LITTLE ROCK, Ark. (AP) – In a financial and technological role reversal, a growing number of Americans are getting rid of their old telephones and using only cellphones, a trend being led not by the high-tech elite but by people in poorer states as a way to save money.
Government estimates released Wednesday show at least 30 percent of adults in 10 states rely entirely on cellphones, with the highest percentage in Arkansas and Mississippi, where many cannot afford to pay for two separate lines.
Wealthier households have been slower to use wireless technology as their sole means of making calls.
“The answer’s obvious: No one has money here,” said John N. Daigle, a professor of electrical engineering at the University of Mississippi with broad experience in the telecommunications industry. “If they can do without a landline, they’ll do it to save money.”
William Phillips of North Little Rock says he grew tired of paying for a landline his family rarely used. So he and his wife dumped their old phone and now have prepaid cellphones that cost a total of $75 a month.
Phillips, a 39-year-old commercial pilot, taught his 12-year-old son, who doesn’t have a phone, how to email him rather than call when the boy is at home.
“I’ve heard people talk about it, that they ought to do it,” Phillips said. “They’re just hanging onto that phone number.”
About 35 percent of adults in Arkansas and Mississippi have only cellphones, according to figures from the federal Centers for Disease Control and Prevention.
In New Jersey and Rhode Island, the states where the smallest proportion of people depend strictly on wireless phones, that figure is only 13 percent.
Mississippi has the highest poverty rate in the nation – 21.9 percent in 2009, according to the Census Bureau. The Arkansas figure was 18.8 percent. The nationwide rate is 14.3 percent.
In 2009, the Census Bureau defined poverty as a single person making less than $11,000 a year or a family of four making less than $22,000 a year.
“I think people decide, ‘I can afford one but not the other,'” said Ellen Reddy, who works for a nonprofit community center that helps low-income residents in Holmes County, Miss. She said poor people in her area often have cellphones with a limited number of minutes.
“When the minutes are gone, oftentimes we can’t reach our families,” Reddy said. “I think people are making choices.”
The number of American households that rely exclusively on cellphones has been growing steadily nationwide, hitting 27 percent in the first half of 2010, an eightfold increase in just six years. Arkansas has had the greatest increase, with 15 percentage points. New Jersey’s 7 percentage-point growth was the lowest.
Donielle Flowers of Little Rock doesn’t remember the last time she had a landline. She’s chosen to carry one of two cellphones – a free, government-subsidized phone with 250 minutes a month, and a prepaid phone that costs $60 a month.
“It’s an extra bill,” Flowers, 34, said of landlines. “I’m rarely at home, so I just need a cellphone. I’d be lost without it.”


Find the line holding "Itemize the components" in the entries below. Give it again exactly, along with every line after it up to and including the line holding "Output each element".
___ Given information ___
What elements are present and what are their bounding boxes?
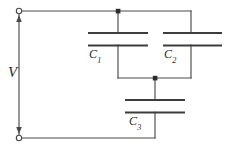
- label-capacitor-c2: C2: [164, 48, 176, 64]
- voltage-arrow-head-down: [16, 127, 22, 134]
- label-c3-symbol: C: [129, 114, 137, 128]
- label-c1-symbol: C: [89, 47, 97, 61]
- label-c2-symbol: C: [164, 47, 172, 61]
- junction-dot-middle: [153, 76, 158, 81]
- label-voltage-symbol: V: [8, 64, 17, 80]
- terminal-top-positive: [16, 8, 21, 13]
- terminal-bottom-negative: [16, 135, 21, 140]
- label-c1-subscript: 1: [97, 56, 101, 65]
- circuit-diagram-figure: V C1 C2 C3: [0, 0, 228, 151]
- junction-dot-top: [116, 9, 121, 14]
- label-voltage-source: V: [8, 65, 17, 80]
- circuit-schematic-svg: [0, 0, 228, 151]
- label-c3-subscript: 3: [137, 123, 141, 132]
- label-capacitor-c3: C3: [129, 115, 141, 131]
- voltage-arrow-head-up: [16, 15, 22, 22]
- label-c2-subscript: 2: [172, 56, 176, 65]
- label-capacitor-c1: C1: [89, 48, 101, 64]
___
___ Given information ___
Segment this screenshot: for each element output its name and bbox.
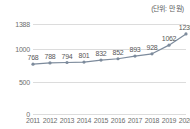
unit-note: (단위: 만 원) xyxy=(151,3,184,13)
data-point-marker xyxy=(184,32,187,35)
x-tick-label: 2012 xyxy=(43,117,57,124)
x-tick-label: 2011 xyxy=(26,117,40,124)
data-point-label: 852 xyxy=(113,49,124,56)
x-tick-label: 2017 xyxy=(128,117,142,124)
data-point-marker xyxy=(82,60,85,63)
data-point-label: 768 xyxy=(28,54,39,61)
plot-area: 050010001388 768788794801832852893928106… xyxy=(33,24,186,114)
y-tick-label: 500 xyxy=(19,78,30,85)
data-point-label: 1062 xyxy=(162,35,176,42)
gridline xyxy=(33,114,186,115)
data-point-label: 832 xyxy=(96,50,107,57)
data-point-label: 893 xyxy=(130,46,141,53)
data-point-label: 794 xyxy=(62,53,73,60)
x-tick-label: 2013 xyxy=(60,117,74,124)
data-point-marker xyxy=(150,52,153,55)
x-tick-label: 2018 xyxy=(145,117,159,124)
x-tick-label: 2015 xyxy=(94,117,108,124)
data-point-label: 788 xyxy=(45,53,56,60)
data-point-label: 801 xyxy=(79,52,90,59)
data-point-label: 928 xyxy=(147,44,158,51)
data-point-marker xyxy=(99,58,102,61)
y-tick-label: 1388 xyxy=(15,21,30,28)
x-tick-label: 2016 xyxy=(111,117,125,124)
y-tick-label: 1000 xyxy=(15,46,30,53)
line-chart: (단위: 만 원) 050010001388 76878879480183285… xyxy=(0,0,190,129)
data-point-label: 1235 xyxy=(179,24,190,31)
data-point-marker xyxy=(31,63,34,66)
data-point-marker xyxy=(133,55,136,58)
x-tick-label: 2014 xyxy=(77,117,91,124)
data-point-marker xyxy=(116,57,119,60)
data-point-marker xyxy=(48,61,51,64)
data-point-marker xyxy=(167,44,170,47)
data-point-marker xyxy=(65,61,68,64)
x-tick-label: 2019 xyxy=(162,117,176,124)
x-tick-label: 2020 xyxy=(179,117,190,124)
___
___ Given information ___
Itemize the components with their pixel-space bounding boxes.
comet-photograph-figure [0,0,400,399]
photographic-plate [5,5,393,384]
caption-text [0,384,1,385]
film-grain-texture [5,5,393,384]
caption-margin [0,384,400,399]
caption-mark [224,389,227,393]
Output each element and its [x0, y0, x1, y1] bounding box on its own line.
___
### Exercise answer
Itemize the components with their pixel-space bounding boxes.
comet-photograph-figure [0,0,400,399]
photographic-plate [5,5,393,384]
caption-text [0,384,1,385]
film-grain-texture [5,5,393,384]
caption-margin [0,384,400,399]
caption-mark [224,389,227,393]
Output each element and its [x0, y0, x1, y1] bounding box on its own line.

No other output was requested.